Friday, March 27, 2009

Lifted from Comments at Washington Monthly

(This started as a comment responding to Hilzoy but grew out of control, so instead of trying to post it there I'll put it here)

You can come up with a scenario to justify even the most exotic loan, particularly if you are a straight out investor. The main problem in my mind was a system that essentially forced real estate investors into fraud.

Because almost all of these products are restricted to owner-occupier borrowers. There is a perfectly good reason for that, traditionally owner-occ are less willing to default and more likely to take actions that preserve the value of the property. So you can't blame the underwriters.

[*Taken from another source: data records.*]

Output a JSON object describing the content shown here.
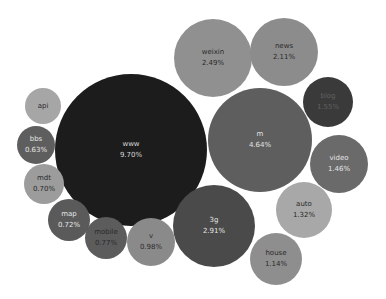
{
  "chart_data": {
    "type": "bubble",
    "title": "",
    "legend": "none",
    "grid": false,
    "unit": "%",
    "items": [
      {
        "label": "www",
        "value": 9.7,
        "display": "9.70%",
        "cx": 131,
        "cy": 150,
        "r": 76,
        "color": "#1c1c1c",
        "text": "#d8d8d8"
      },
      {
        "label": "m",
        "value": 4.64,
        "display": "4.64%",
        "cx": 260,
        "cy": 140,
        "r": 52,
        "color": "#5e5e5e",
        "text": "#e4e4e4"
      },
      {
        "label": "3g",
        "value": 2.91,
        "display": "2.91%",
        "cx": 214,
        "cy": 226,
        "r": 41,
        "color": "#4a4a4a",
        "text": "#e4e4e4"
      },
      {
        "label": "weixin",
        "value": 2.49,
        "display": "2.49%",
        "cx": 213,
        "cy": 58,
        "r": 39,
        "color": "#909090",
        "text": "#2a2a2a"
      },
      {
        "label": "news",
        "value": 2.11,
        "display": "2.11%",
        "cx": 284,
        "cy": 52,
        "r": 34,
        "color": "#8c8c8c",
        "text": "#2a2a2a"
      },
      {
        "label": "blog",
        "value": 1.55,
        "display": "1.55%",
        "cx": 328,
        "cy": 102,
        "r": 25,
        "color": "#3a3a3a",
        "text": "#606060"
      },
      {
        "label": "video",
        "value": 1.46,
        "display": "1.46%",
        "cx": 339,
        "cy": 164,
        "r": 29,
        "color": "#6a6a6a",
        "text": "#e6e6e6"
      },
      {
        "label": "auto",
        "value": 1.32,
        "display": "1.32%",
        "cx": 304,
        "cy": 210,
        "r": 28,
        "color": "#a8a8a8",
        "text": "#2a2a2a"
      },
      {
        "label": "house",
        "value": 1.14,
        "display": "1.14%",
        "cx": 276,
        "cy": 259,
        "r": 26,
        "color": "#8e8e8e",
        "text": "#2a2a2a"
      },
      {
        "label": "v",
        "value": 0.98,
        "display": "0.98%",
        "cx": 151,
        "cy": 242,
        "r": 24,
        "color": "#8a8a8a",
        "text": "#2a2a2a"
      },
      {
        "label": "mobile",
        "value": 0.77,
        "display": "0.77%",
        "cx": 106,
        "cy": 238,
        "r": 21,
        "color": "#5c5c5c",
        "text": "#2a2a2a"
      },
      {
        "label": "map",
        "value": 0.72,
        "display": "0.72%",
        "cx": 69,
        "cy": 220,
        "r": 21,
        "color": "#5a5a5a",
        "text": "#e6e6e6"
      },
      {
        "label": "mdt",
        "value": 0.7,
        "display": "0.70%",
        "cx": 44,
        "cy": 184,
        "r": 20,
        "color": "#9c9c9c",
        "text": "#2a2a2a"
      },
      {
        "label": "bbs",
        "value": 0.63,
        "display": "0.63%",
        "cx": 36,
        "cy": 145,
        "r": 19,
        "color": "#5e5e5e",
        "text": "#e6e6e6"
      },
      {
        "label": "api",
        "value": null,
        "display": "",
        "cx": 43,
        "cy": 106,
        "r": 18,
        "color": "#a6a6a6",
        "text": "#2a2a2a"
      }
    ]
  }
}
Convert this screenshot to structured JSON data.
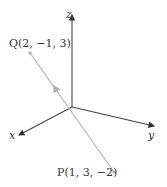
{
  "diagram": {
    "type": "3d-coordinate-axes",
    "axes": {
      "x_label": "x",
      "y_label": "y",
      "z_label": "z"
    },
    "points": [
      {
        "name": "Q",
        "label": "Q(2, −1, 3)",
        "coords": [
          2,
          -1,
          3
        ]
      },
      {
        "name": "P",
        "label": "P(1, 3, −2)",
        "coords": [
          1,
          3,
          -2
        ]
      }
    ],
    "segment": {
      "from": "P",
      "to": "Q",
      "direction_arrow": "toward Q"
    },
    "colors": {
      "axes": "#333333",
      "segment": "#b0b0b0",
      "text": "#333333"
    }
  }
}
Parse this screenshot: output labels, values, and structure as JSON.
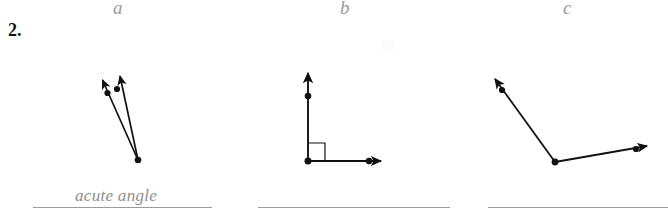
{
  "worksheet": {
    "problem_number": "2.",
    "parts": [
      {
        "key": "a",
        "label": "a",
        "figure": "acute-angle-two-rays",
        "answer_value": "acute angle",
        "answer_filled": true
      },
      {
        "key": "b",
        "label": "b",
        "figure": "right-angle-with-square-marker",
        "answer_value": "",
        "answer_filled": false
      },
      {
        "key": "c",
        "label": "c",
        "figure": "obtuse-angle-two-rays",
        "answer_value": "",
        "answer_filled": false
      }
    ],
    "colors": {
      "ink": "#101010",
      "pencil_grey": "#8f8f8f",
      "rule_line": "#9b9b9b",
      "paper": "#ffffff"
    }
  }
}
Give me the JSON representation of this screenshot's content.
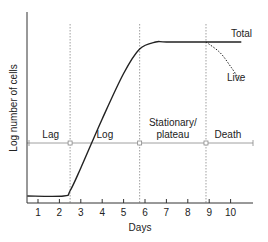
{
  "chart_data": {
    "type": "line",
    "title": "",
    "xlabel": "Days",
    "ylabel": "Log number of cells",
    "x_ticks": [
      1,
      2,
      3,
      4,
      5,
      6,
      7,
      8,
      9,
      10
    ],
    "xlim": [
      0.5,
      11.0
    ],
    "ylim": [
      0,
      1
    ],
    "grid": false,
    "phase_boundaries_days": [
      2.5,
      5.75,
      8.85
    ],
    "phases": [
      {
        "name": "Lag",
        "label": "Lag"
      },
      {
        "name": "Log",
        "label": "Log"
      },
      {
        "name": "Stationary",
        "label": "Stationary/\nplateau",
        "label_lines": [
          "Stationary/",
          "plateau"
        ]
      },
      {
        "name": "Death",
        "label": "Death"
      }
    ],
    "series": [
      {
        "name": "Total",
        "label": "Total",
        "style": "solid",
        "points": [
          [
            0.5,
            0.04
          ],
          [
            2.2,
            0.04
          ],
          [
            2.5,
            0.07
          ],
          [
            3.0,
            0.2
          ],
          [
            4.0,
            0.48
          ],
          [
            5.0,
            0.74
          ],
          [
            5.75,
            0.88
          ],
          [
            6.5,
            0.92
          ],
          [
            7.0,
            0.92
          ],
          [
            8.85,
            0.92
          ],
          [
            10.5,
            0.92
          ]
        ]
      },
      {
        "name": "Live",
        "label": "Live",
        "style": "dashed",
        "points": [
          [
            8.85,
            0.92
          ],
          [
            9.5,
            0.86
          ],
          [
            10.0,
            0.78
          ],
          [
            10.5,
            0.69
          ]
        ]
      }
    ],
    "colors": {
      "curve": "#222222",
      "dashed_guides": "#888888",
      "phase_line": "#888888",
      "axis": "#333333"
    }
  }
}
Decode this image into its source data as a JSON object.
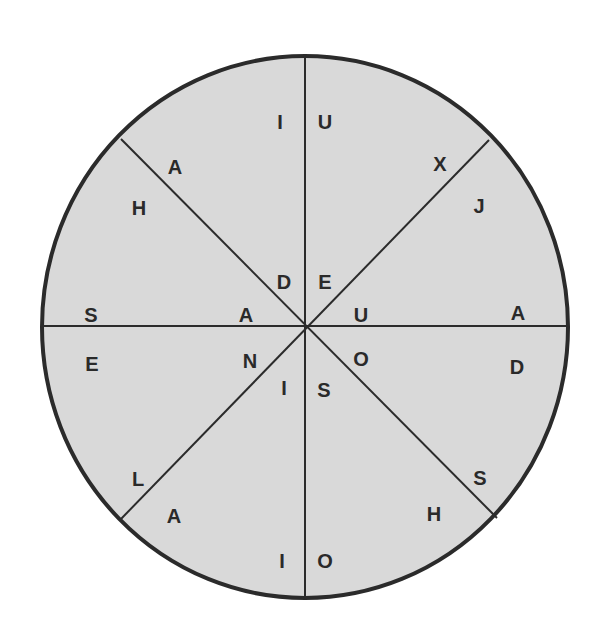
{
  "diagram": {
    "type": "letter-wheel",
    "colors": {
      "fill": "#d9d9d9",
      "stroke": "#2b2b2b",
      "text": "#2a2a2a",
      "background": "#ffffff"
    },
    "circle": {
      "cx": 305,
      "cy": 327,
      "rx": 263,
      "ry": 271
    },
    "spokes": [
      {
        "x1": 305,
        "y1": 56,
        "x2": 305,
        "y2": 598
      },
      {
        "x1": 42,
        "y1": 326,
        "x2": 568,
        "y2": 326
      },
      {
        "x1": 121,
        "y1": 139,
        "x2": 497,
        "y2": 518
      },
      {
        "x1": 489,
        "y1": 140,
        "x2": 120,
        "y2": 520
      }
    ],
    "letters": [
      {
        "char": "I",
        "x": 280,
        "y": 122,
        "sector": "top-left-upper",
        "position": "outer"
      },
      {
        "char": "U",
        "x": 325,
        "y": 122,
        "sector": "top-right-upper",
        "position": "outer"
      },
      {
        "char": "X",
        "x": 440,
        "y": 164,
        "sector": "top-right-upper",
        "position": "outer"
      },
      {
        "char": "J",
        "x": 479,
        "y": 206,
        "sector": "right-upper",
        "position": "outer"
      },
      {
        "char": "A",
        "x": 518,
        "y": 313,
        "sector": "right-upper",
        "position": "outer"
      },
      {
        "char": "D",
        "x": 517,
        "y": 367,
        "sector": "right-lower",
        "position": "outer"
      },
      {
        "char": "S",
        "x": 480,
        "y": 478,
        "sector": "right-lower",
        "position": "outer"
      },
      {
        "char": "H",
        "x": 434,
        "y": 514,
        "sector": "bottom-right",
        "position": "outer"
      },
      {
        "char": "O",
        "x": 325,
        "y": 561,
        "sector": "bottom-right",
        "position": "outer"
      },
      {
        "char": "I",
        "x": 282,
        "y": 561,
        "sector": "bottom-left",
        "position": "outer"
      },
      {
        "char": "A",
        "x": 174,
        "y": 516,
        "sector": "bottom-left",
        "position": "outer"
      },
      {
        "char": "L",
        "x": 138,
        "y": 479,
        "sector": "left-lower",
        "position": "outer"
      },
      {
        "char": "E",
        "x": 92,
        "y": 364,
        "sector": "left-lower",
        "position": "outer"
      },
      {
        "char": "S",
        "x": 91,
        "y": 315,
        "sector": "left-upper",
        "position": "outer"
      },
      {
        "char": "H",
        "x": 139,
        "y": 208,
        "sector": "left-upper",
        "position": "outer"
      },
      {
        "char": "A",
        "x": 175,
        "y": 167,
        "sector": "top-left-upper",
        "position": "outer"
      },
      {
        "char": "D",
        "x": 284,
        "y": 282,
        "sector": "top-left-upper",
        "position": "inner"
      },
      {
        "char": "E",
        "x": 325,
        "y": 282,
        "sector": "top-right-upper",
        "position": "inner"
      },
      {
        "char": "U",
        "x": 361,
        "y": 315,
        "sector": "right-upper",
        "position": "inner"
      },
      {
        "char": "O",
        "x": 361,
        "y": 359,
        "sector": "right-lower",
        "position": "inner"
      },
      {
        "char": "S",
        "x": 324,
        "y": 390,
        "sector": "bottom-right",
        "position": "inner"
      },
      {
        "char": "I",
        "x": 284,
        "y": 388,
        "sector": "bottom-left",
        "position": "inner"
      },
      {
        "char": "N",
        "x": 250,
        "y": 361,
        "sector": "left-lower",
        "position": "inner"
      },
      {
        "char": "A",
        "x": 246,
        "y": 315,
        "sector": "left-upper",
        "position": "inner"
      }
    ]
  }
}
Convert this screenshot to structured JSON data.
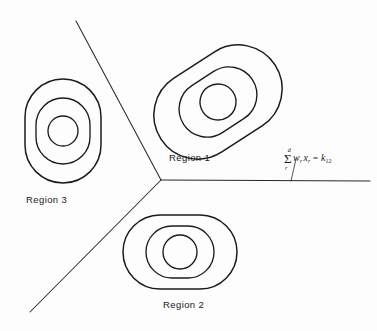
{
  "figure": {
    "type": "decision-region-diagram",
    "background_color": "#fdfdfd",
    "stroke_color": "#1b1b1b",
    "labels": {
      "region_1": "Region 1",
      "region_2": "Region 2",
      "region_3": "Region 3"
    },
    "annotation": {
      "summation_upper_limit": "d",
      "summation_symbol": "Σ",
      "summation_lower_index": "r",
      "weight_term": "w",
      "weight_subscript": "r",
      "variable_term": "x",
      "variable_subscript": "r",
      "equals": "=",
      "constant_term": "k",
      "constant_subscript": "12",
      "full_text": "Σ wᵣ xᵣ = k₁₂"
    },
    "boundaries": {
      "junction": {
        "x": 161,
        "y": 180
      },
      "upper_left_endpoint": {
        "x": 76,
        "y": 21
      },
      "lower_left_endpoint": {
        "x": 30,
        "y": 312
      },
      "right_endpoint": {
        "x": 370,
        "y": 181
      },
      "leader_line": {
        "from_x": 296,
        "from_y": 159,
        "to_x": 291,
        "to_y": 181
      }
    },
    "clusters": [
      {
        "name": "region-1-contours",
        "center": {
          "x": 218,
          "y": 102
        },
        "rotation_deg": -33,
        "rings": [
          {
            "rx": 68,
            "ry": 44,
            "corner": 44
          },
          {
            "rx": 41,
            "ry": 28,
            "corner": 28
          },
          {
            "rx": 18,
            "ry": 18,
            "corner": 18
          }
        ]
      },
      {
        "name": "region-2-contours",
        "center": {
          "x": 180,
          "y": 252
        },
        "rotation_deg": 0,
        "rings": [
          {
            "rx": 57,
            "ry": 37,
            "corner": 37
          },
          {
            "rx": 34,
            "ry": 26,
            "corner": 26
          },
          {
            "rx": 17,
            "ry": 17,
            "corner": 17
          }
        ]
      },
      {
        "name": "region-3-contours",
        "center": {
          "x": 63,
          "y": 131
        },
        "rotation_deg": 0,
        "rings": [
          {
            "rx": 38,
            "ry": 52,
            "corner": 38
          },
          {
            "rx": 27,
            "ry": 33,
            "corner": 27
          },
          {
            "rx": 15,
            "ry": 15,
            "corner": 15
          }
        ]
      }
    ]
  }
}
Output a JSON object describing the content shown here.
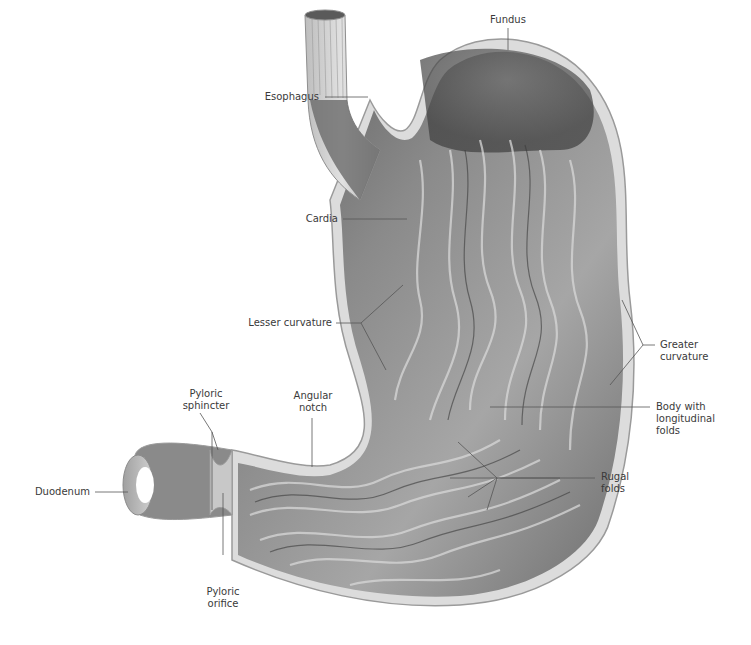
{
  "figure": {
    "colors": {
      "background": "#ffffff",
      "label_text": "#3a3a3a",
      "leader_line": "#555555",
      "mucosa_dark": "#4a4a4a",
      "mucosa_mid": "#8c8c8c",
      "mucosa_light": "#c8c8c8",
      "wall": "#d9d9d9"
    }
  },
  "labels": {
    "esophagus": {
      "lines": [
        "Esophagus"
      ]
    },
    "fundus": {
      "lines": [
        "Fundus"
      ]
    },
    "cardia": {
      "lines": [
        "Cardia"
      ]
    },
    "lesser_curvature": {
      "lines": [
        "Lesser curvature"
      ]
    },
    "greater_curvature": {
      "lines": [
        "Greater",
        "curvature"
      ]
    },
    "pyloric_sphincter": {
      "lines": [
        "Pyloric",
        "sphincter"
      ]
    },
    "angular_notch": {
      "lines": [
        "Angular",
        "notch"
      ]
    },
    "body_with_longitudinal_folds": {
      "lines": [
        "Body with",
        "longitudinal",
        "folds"
      ]
    },
    "rugal_folds": {
      "lines": [
        "Rugal",
        "folds"
      ]
    },
    "duodenum": {
      "lines": [
        "Duodenum"
      ]
    },
    "pyloric_orifice": {
      "lines": [
        "Pyloric",
        "orifice"
      ]
    }
  }
}
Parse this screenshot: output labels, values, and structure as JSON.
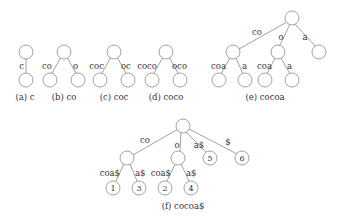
{
  "figure": {
    "subfigures": [
      {
        "id": "a",
        "caption": "(a) c",
        "edges": [
          "c"
        ]
      },
      {
        "id": "b",
        "caption": "(b) co",
        "edges": [
          "co",
          "o"
        ]
      },
      {
        "id": "c",
        "caption": "(c) coc",
        "edges": [
          "coc",
          "oc"
        ]
      },
      {
        "id": "d",
        "caption": "(d) coco",
        "edges": [
          "coco",
          "oco"
        ]
      },
      {
        "id": "e",
        "caption": "(e) cocoa",
        "edges": [
          "co",
          "o",
          "a",
          "coa",
          "a",
          "coa",
          "a"
        ]
      },
      {
        "id": "f",
        "caption": "(f) cocoa$",
        "edges": [
          "co",
          "o",
          "a$",
          "$",
          "coa$",
          "a$",
          "coa$",
          "a$"
        ],
        "leaf_numbers": [
          "1",
          "3",
          "2",
          "4",
          "5",
          "6"
        ]
      }
    ]
  }
}
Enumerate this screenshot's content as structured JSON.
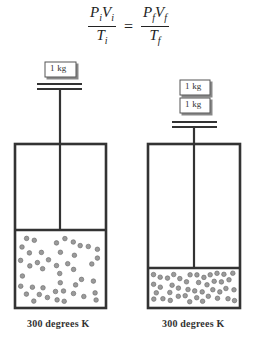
{
  "equation": {
    "lhs_num": {
      "a": "P",
      "a_sub": "i",
      "b": "V",
      "b_sub": "i"
    },
    "lhs_den": {
      "a": "T",
      "a_sub": "i"
    },
    "equals": "=",
    "rhs_num": {
      "a": "P",
      "a_sub": "f",
      "b": "V",
      "b_sub": "f"
    },
    "rhs_den": {
      "a": "T",
      "a_sub": "f"
    }
  },
  "left_cylinder": {
    "weights": [
      "1 kg"
    ],
    "temperature_label": "300 degrees K"
  },
  "right_cylinder": {
    "weights": [
      "1 kg",
      "1 kg"
    ],
    "temperature_label": "300 degrees K"
  },
  "colors": {
    "stroke": "#333333",
    "particle_fill": "#9a9a9a",
    "particle_stroke": "#666666"
  }
}
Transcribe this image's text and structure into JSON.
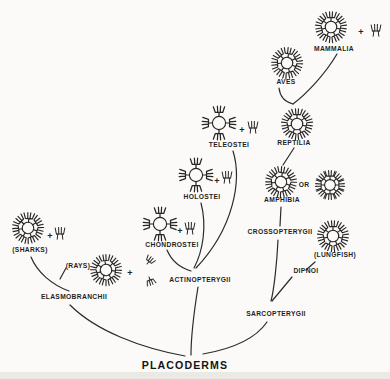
{
  "figure": {
    "type": "phylogenetic-tree"
  },
  "colors": {
    "background": "#fbfaf8",
    "ink": "#262626"
  },
  "plus_sign": "+",
  "nodes": {
    "placoderms": {
      "label": "PLACODERMS"
    },
    "elasmobranchii": {
      "label": "ELASMOBRANCHII"
    },
    "sharks": {
      "label": "(SHARKS)",
      "glyph": "ring-polymer",
      "extra": "plus-monomer"
    },
    "rays": {
      "label": "(RAYS)",
      "glyph": "ring-polymer",
      "extra": "plus-aggregate"
    },
    "actinopterygii": {
      "label": "ACTINOPTERYGII"
    },
    "chondrostei": {
      "label": "CHONDROSTEI",
      "glyph": "tetramer-cross",
      "extra": "plus-monomer"
    },
    "holostei": {
      "label": "HOLOSTEI",
      "glyph": "tetramer-cross",
      "extra": "plus-monomer"
    },
    "teleostei": {
      "label": "TELEOSTEI",
      "glyph": "tetramer-cross",
      "extra": "plus-monomer"
    },
    "sarcopterygii": {
      "label": "SARCOPTERYGII"
    },
    "crossopterygii": {
      "label": "CROSSOPTERYGII"
    },
    "dipnoi": {
      "label": "DIPNOI",
      "paren_label": "(LUNGFISH)",
      "glyph": "ring-polymer"
    },
    "amphibia": {
      "label": "AMPHIBIA",
      "or_label": "OR",
      "glyph": "ring-polymer",
      "alt_glyph": "ring-polymer-8"
    },
    "reptilia": {
      "label": "REPTILIA",
      "glyph": "ring-polymer"
    },
    "aves": {
      "label": "AVES",
      "glyph": "ring-polymer"
    },
    "mammalia": {
      "label": "MAMMALIA",
      "glyph": "ring-polymer",
      "extra": "plus-monomer"
    }
  },
  "edges": [
    [
      "PLACODERMS",
      "ELASMOBRANCHII"
    ],
    [
      "PLACODERMS",
      "ACTINOPTERYGII"
    ],
    [
      "PLACODERMS",
      "SARCOPTERYGII"
    ],
    [
      "ELASMOBRANCHII",
      "(SHARKS)"
    ],
    [
      "ELASMOBRANCHII",
      "(RAYS)"
    ],
    [
      "ACTINOPTERYGII",
      "CHONDROSTEI"
    ],
    [
      "ACTINOPTERYGII",
      "HOLOSTEI"
    ],
    [
      "ACTINOPTERYGII",
      "TELEOSTEI"
    ],
    [
      "SARCOPTERYGII",
      "CROSSOPTERYGII"
    ],
    [
      "SARCOPTERYGII",
      "DIPNOI"
    ],
    [
      "DIPNOI",
      "(LUNGFISH)"
    ],
    [
      "CROSSOPTERYGII",
      "AMPHIBIA"
    ],
    [
      "AMPHIBIA",
      "REPTILIA"
    ],
    [
      "REPTILIA",
      "AVES"
    ],
    [
      "REPTILIA",
      "MAMMALIA"
    ]
  ]
}
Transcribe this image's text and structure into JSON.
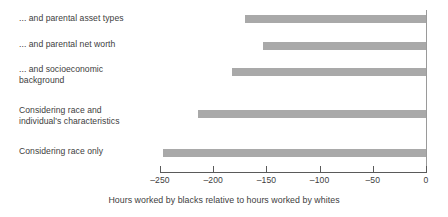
{
  "chart_data": {
    "type": "bar",
    "orientation": "horizontal",
    "title": "",
    "subtitle": "",
    "xlabel": "Hours worked by blacks relative to hours worked by whites",
    "ylabel": "",
    "categories": [
      "... and parental asset types",
      "... and parental net worth",
      "... and socioeconomic\nbackground",
      "Considering race and\nindividual's characteristics",
      "Considering race only"
    ],
    "values": [
      -170,
      -153,
      -182,
      -214,
      -247
    ],
    "xlim": [
      -250,
      0
    ],
    "xticks": [
      -250,
      -200,
      -150,
      -100,
      -50,
      0
    ],
    "xticklabels": [
      "–250",
      "–200",
      "–150",
      "–100",
      "–50",
      "0"
    ],
    "grid": false,
    "legend": null,
    "bar_color": "#a9a9a9",
    "axis_color": "#5a5a5a",
    "text_color": "#404040",
    "background": "#ffffff"
  }
}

On the other hands the rates for making a commercial loan to buy residential investment property were much higher than an owner-occ loan, enough higher that in many cases you couldn't make your cap rate work, you couldn't get enough cash flow from rent to cover the costs of carrying the loan without tying up all your operating capital.

Not all speculators are flat out gamblers. A lot of people made money buying houses with as little down as possible at the lowest initial rate with the full understanding that exiting the loan in the planned time frame was going to require a new round of financing with associated fees and penalties. For an investor a pre-payment penalty is just part of the cost, in effect it acts exactly like paying points does, it lowers the cost of carrying the loan, with the added advantage of coming at the back end of the total transaction, and hopefully out of the accrued equity.

The only problem is that the loans available that actually make the strategy work are technically and legally not available to the investor no matter how well capitalized he is. There is money just sitting on the table ready to pick up if you can just get someone to write you a loan. And there are or were plenty of lenders ready, willing and able to write you that loan. If you qualified for owner-occupied.

The result was predictable, real estate investors took out whole series of 'owner-occ' loans and often on multiple properties. And yes often with really exotic loan products that make about zero sense for an actual owner-occupier but work for the investor.

Sure it was fraud but in a rising market mostly though not totally a benign fraud. And absent a total freeze-up in credit there was always a way to exit even if appreciation didn't come in the way you expected, because you only lose money on the last round, and maybe not then.

But we had a total freeze-up in credit. And everyone got locked in benigh and malign fraudsters alike. Because Wall Street panicked.

Certainly there was a lot of predatory lending going on, and some people at Countrywide and Washington Mutual are right to be concerned about fooling ACTUAL owner-occupiers into buying houses too big and with too ridiculous terms for what they could afford. Some people need to do some serious jail time.

On the other hand a lot of people were just trying to make a buck buying rentals, managing those rentals for a period of time, and then selling them to a new investor. And a lot of other people were interested to selling those people loans that would pass muster with the underwriter which might require a friendly appraiser. And a certification that you actually planned to live in the house. Oops that was the catch, the obstacle that kept all parties, the seller, the buyer/investor, the lender, the appraiser, the escrow agent from sealing the deal. And people simply agreed to blink.

One last thing. There is some talk about 'liar loans', that is 'stated income/stated assets'. And a lot of this was straight out predation by lenders who might be acting without the knowledge of borrowers, while some of it was people who just wanted more house than they could realistically afford. But not all of it. Because the reason some of our clients and some of our company investments were funded by 'stated/stated' loans with a higher rate than a conventional loan was because ACTUAL assets and ACTUAL income was TOO HIGH to realistically qualify for an owner-occ loan on that particular property. If we had a wealthy out of state investor who wanted to pick up some property for us to manage it would have been kind of difficult to explain why he wanted to relocate from his mansion outside Philly to a three bedroom two bath rambler in a working class neighborhood.

My ex-company was providing a reasonable public service for a reasonable profit. We never to my knowledge put someone in a house they couldn't afford and we were a pretty decent landlord for the multiple properties we managed on our behalf and those of our investors. But in a system where the only way to get a reasonably priced loan for residential investment property is to claim you are an owner-occupier and where there is literally no one tasked to actually check, well investors are going to take the loan.